Disclosure Day: Movie Review
Cast: Emily Blunt, Colin Firth, Josh O'Connor, Colman Domingo, Eve Hewson
Director: Steven Spielberg
Director Steven Spielberg has always had an eye for the wondrous and the fantastical.
However his latest shows a filmmaker who's seemingly lost touch with some semblance of dramatic reality.
Plunging directly into the modern-day world with an escalating situation involving North Korea (the details of which are frustratingly scant), Disclosure Day follows two seemingly disparate people who are inextricably bound.
The first is on-the-run Daniel Kellner (O'Connor) who is being hunted by shadowy government organization Wardex, headed by the sinister Scanlon (Firth).
The second is restless smalltown TV weather presenter Margaret Fairchild (an uniformly excellent Blunt, who deftly turns on a dime), whose world changes abruptly when she starts talking in an unknown dialect on air.
Behind the scenes of all of this is Colman Domingo's puppetmaster Hugo, whose desire to get the truth out there about government dealings binds everything together...
Disclosure Day promised so much in mysterious trailers that played up the alien and the action edges.
But the film itself delivers little in way of a sense of the alien and the human conflict which hasn't already been done better by 90s sci-fi series The X-Files.
It's even got big things to ask about ideologies clashing, about what happens to faith if we're not the only ones here - issues that are raised early on but just are frustratingly cast aside.

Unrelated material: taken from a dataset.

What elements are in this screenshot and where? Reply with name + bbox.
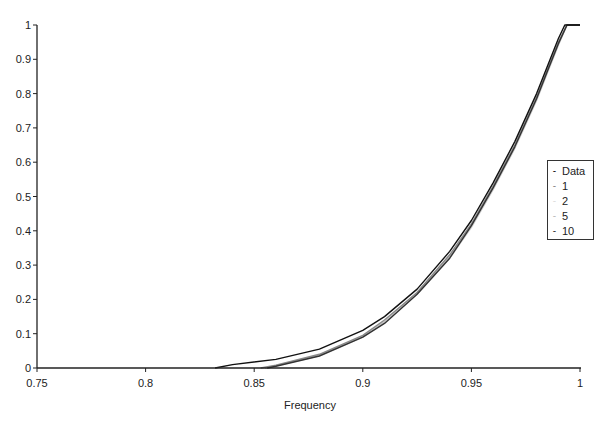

And yet, in between government agents acting extremely dumb and plot conveniences flying around, there are some wonderful touches, some reminders of the old Spielberg magic.

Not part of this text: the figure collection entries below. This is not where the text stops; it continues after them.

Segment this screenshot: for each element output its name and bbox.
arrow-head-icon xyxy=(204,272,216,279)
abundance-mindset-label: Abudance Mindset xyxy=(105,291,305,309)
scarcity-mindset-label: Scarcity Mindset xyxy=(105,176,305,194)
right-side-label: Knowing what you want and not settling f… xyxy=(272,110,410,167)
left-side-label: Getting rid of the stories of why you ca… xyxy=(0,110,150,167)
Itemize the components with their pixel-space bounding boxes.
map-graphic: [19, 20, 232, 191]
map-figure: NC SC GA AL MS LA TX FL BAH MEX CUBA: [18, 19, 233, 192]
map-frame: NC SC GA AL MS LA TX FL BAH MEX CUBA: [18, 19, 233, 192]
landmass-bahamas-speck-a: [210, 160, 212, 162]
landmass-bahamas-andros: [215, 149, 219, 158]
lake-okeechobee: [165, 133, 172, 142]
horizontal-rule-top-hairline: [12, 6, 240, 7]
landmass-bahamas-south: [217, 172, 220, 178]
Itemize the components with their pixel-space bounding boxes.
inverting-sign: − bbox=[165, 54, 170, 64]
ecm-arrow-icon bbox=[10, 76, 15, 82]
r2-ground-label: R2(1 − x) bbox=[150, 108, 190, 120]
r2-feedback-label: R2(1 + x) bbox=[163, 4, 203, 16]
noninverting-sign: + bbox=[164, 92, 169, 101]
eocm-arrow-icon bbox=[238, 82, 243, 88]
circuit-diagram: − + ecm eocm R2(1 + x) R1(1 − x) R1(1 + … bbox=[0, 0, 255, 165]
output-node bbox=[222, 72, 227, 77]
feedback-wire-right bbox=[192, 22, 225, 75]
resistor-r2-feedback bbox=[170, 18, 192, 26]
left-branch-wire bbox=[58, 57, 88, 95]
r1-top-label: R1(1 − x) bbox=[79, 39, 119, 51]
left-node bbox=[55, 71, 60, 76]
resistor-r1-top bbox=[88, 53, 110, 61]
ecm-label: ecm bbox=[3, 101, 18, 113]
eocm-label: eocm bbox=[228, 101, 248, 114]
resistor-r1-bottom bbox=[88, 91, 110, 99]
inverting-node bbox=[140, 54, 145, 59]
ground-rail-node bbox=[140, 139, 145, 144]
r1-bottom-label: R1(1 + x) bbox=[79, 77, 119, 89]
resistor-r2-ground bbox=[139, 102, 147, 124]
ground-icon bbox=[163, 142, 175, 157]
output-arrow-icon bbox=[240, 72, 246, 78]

Whether it's a sequence involving animals that seem benign that changes on the simple turn of a camera or a tight train-set action scene, Spielberg still knows how to craft the wondrous.
And his cast is solid too.
Whether it's Firth playing up some of the ambiguity of his control issues or Blunt's completely compelling performance which runs the gamut of human emotions from scared to intrigued, there is much to admire from the human elements.

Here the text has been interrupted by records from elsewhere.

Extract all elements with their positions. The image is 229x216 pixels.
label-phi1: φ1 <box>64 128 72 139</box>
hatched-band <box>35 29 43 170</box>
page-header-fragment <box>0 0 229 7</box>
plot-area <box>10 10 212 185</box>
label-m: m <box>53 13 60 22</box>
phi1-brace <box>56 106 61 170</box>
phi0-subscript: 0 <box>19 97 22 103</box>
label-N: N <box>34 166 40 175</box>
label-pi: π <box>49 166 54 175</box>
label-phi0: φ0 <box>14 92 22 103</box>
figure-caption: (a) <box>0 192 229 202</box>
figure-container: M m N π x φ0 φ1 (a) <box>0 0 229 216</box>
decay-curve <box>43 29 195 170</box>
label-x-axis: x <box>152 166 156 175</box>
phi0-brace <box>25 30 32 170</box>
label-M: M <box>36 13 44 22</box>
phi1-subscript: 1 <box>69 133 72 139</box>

However, too much of Disclosure Day is clothed within cod psychology, trauma exploration or just outright hokum to recall the sense of impact aliens had during the world of Close Encounters of the Third Kind or E.T.
Plus some ropey CGI moments and aliens just lower proceedings and delivers more guffaws than awe-filled moments.
The promise shown between Hewson's faith-fuelled Jane and O'Connor' Danny has much of the old Mulder and Scully dynamic until it's abandoned.
The truth may be out there - but based on this alone, the simple truth of the matter is that Disclosure Day just isn't as good as it could have been.
And its last scene alone shows just unnecessarily didactic and not based in reality Spielberg's tale has become over nearly 150 minutes.
It's a shame that the filmmaker who has spent so much of his career looking to the skies for inspiration seems to have become lost in the clouds for this movie - it's one of the biggest disappointments of the year - a drab, dull chase thriller that rarely thrills.